* **INPUT**
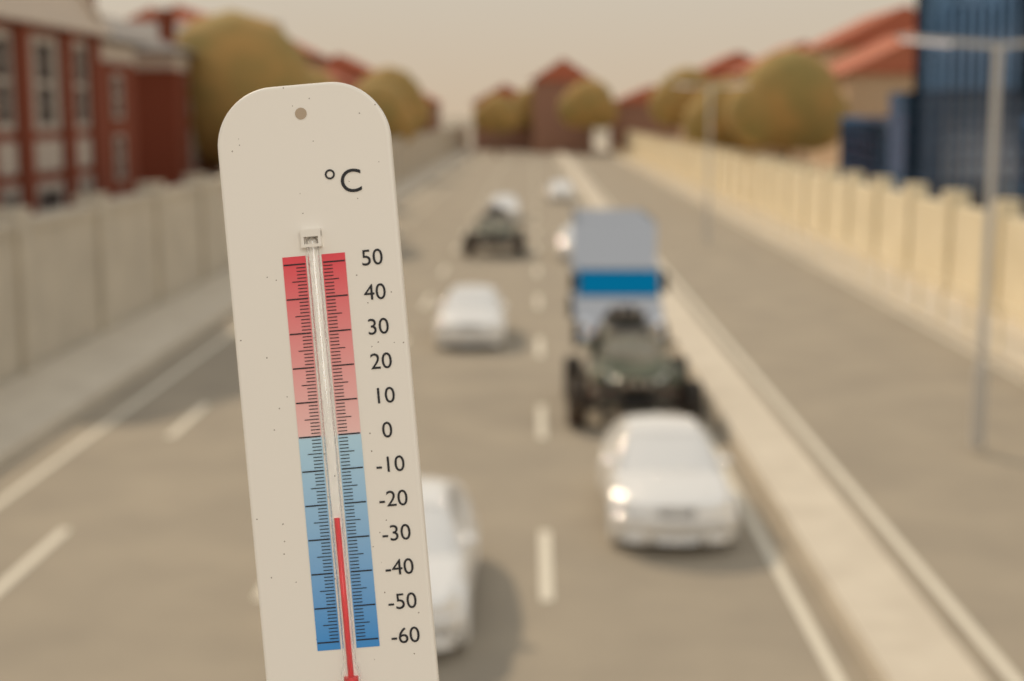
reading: -24 °C
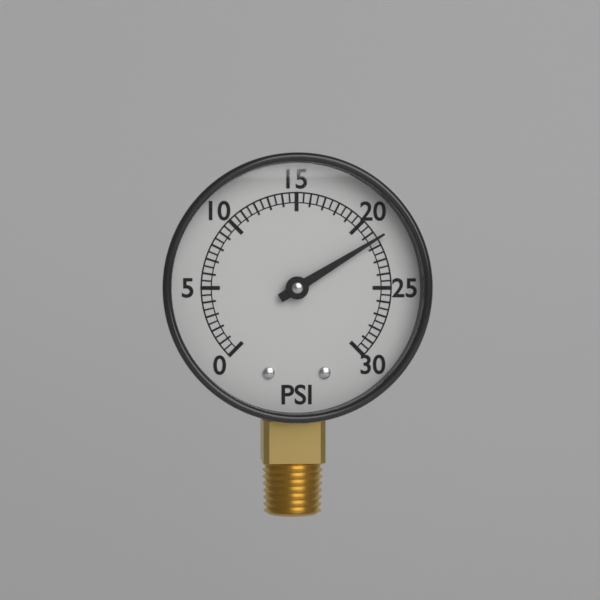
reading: 21.5 psi
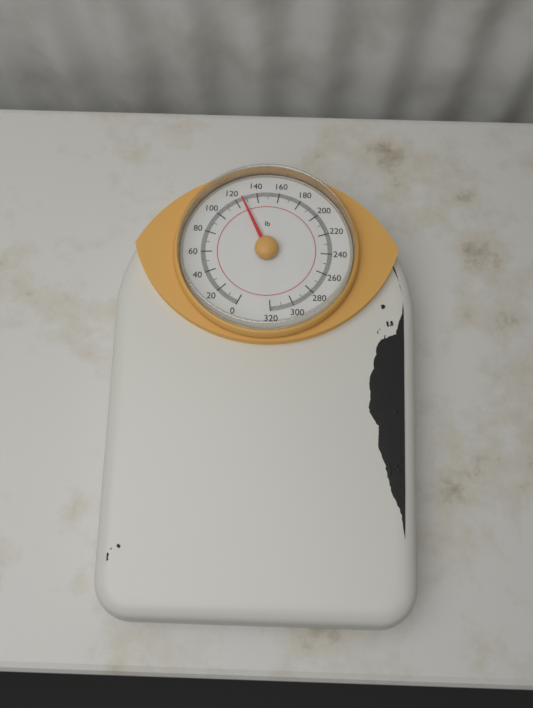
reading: 126 lb
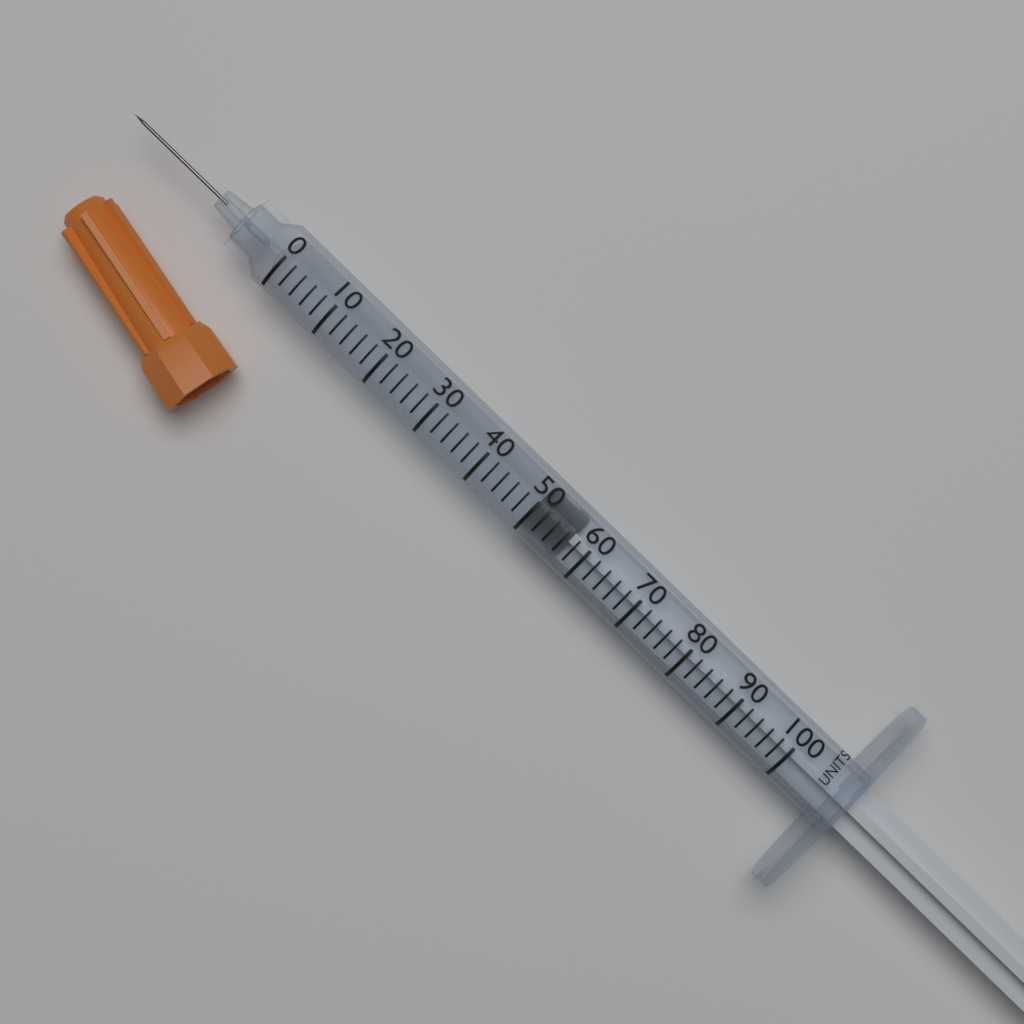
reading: 50 units
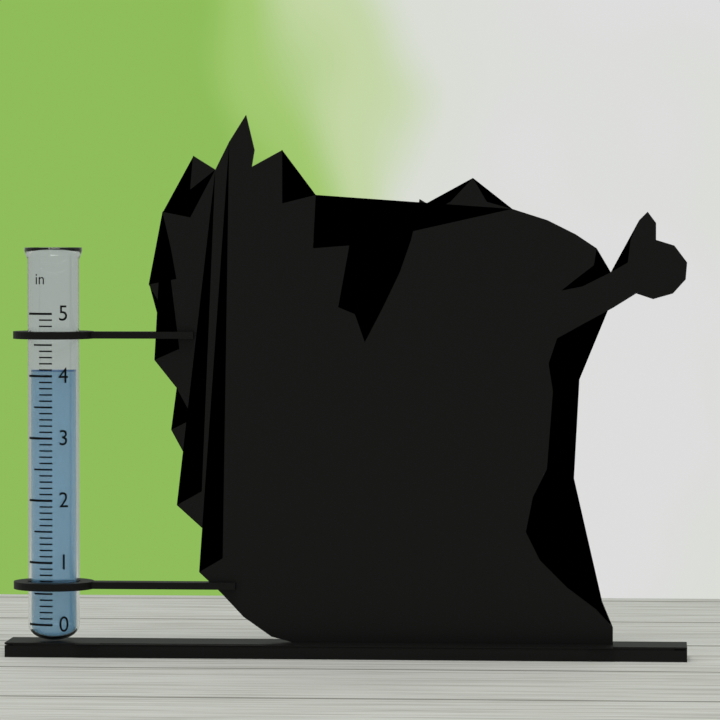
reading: 4.1 in
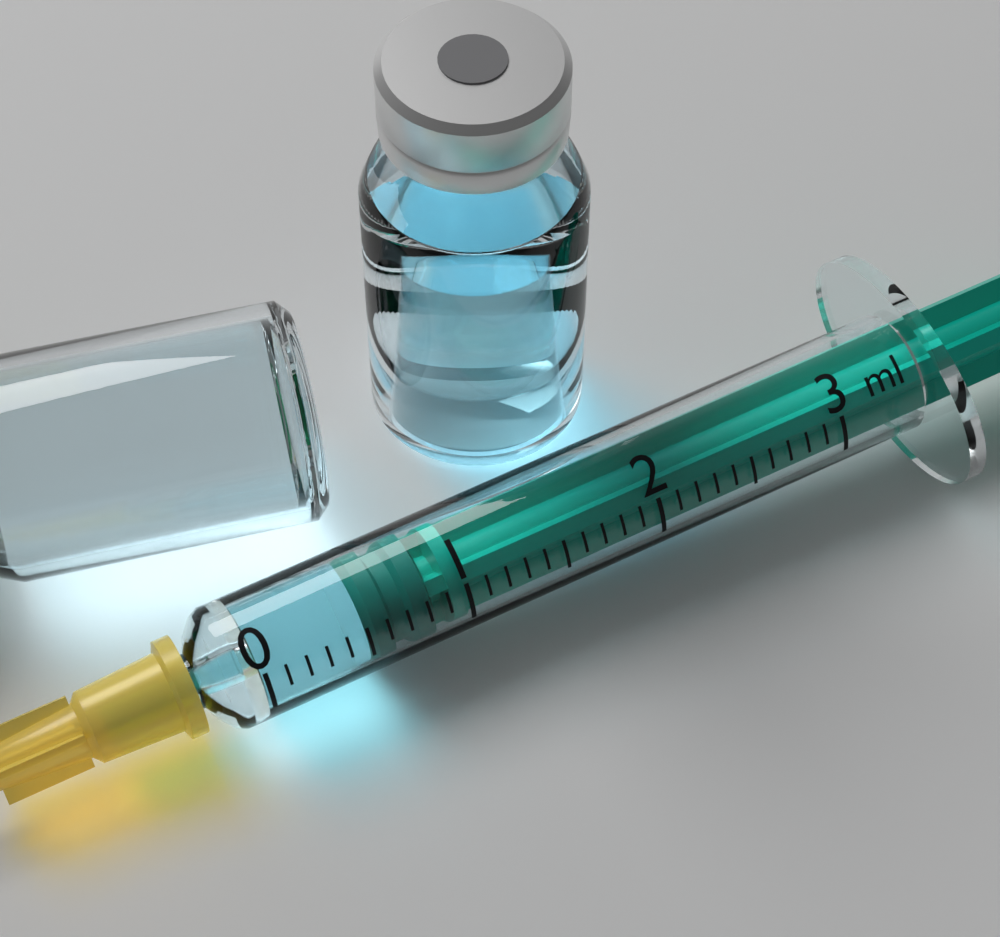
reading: 0.5 ml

* **TASK PROMPT**
Give back the material above exactly as written, but omit the images.

* **WRITTEN RESPONSE**
reading: -24 °C
reading: 21.5 psi
reading: 126 lb
reading: 50 units
reading: 4.1 in
reading: 0.5 ml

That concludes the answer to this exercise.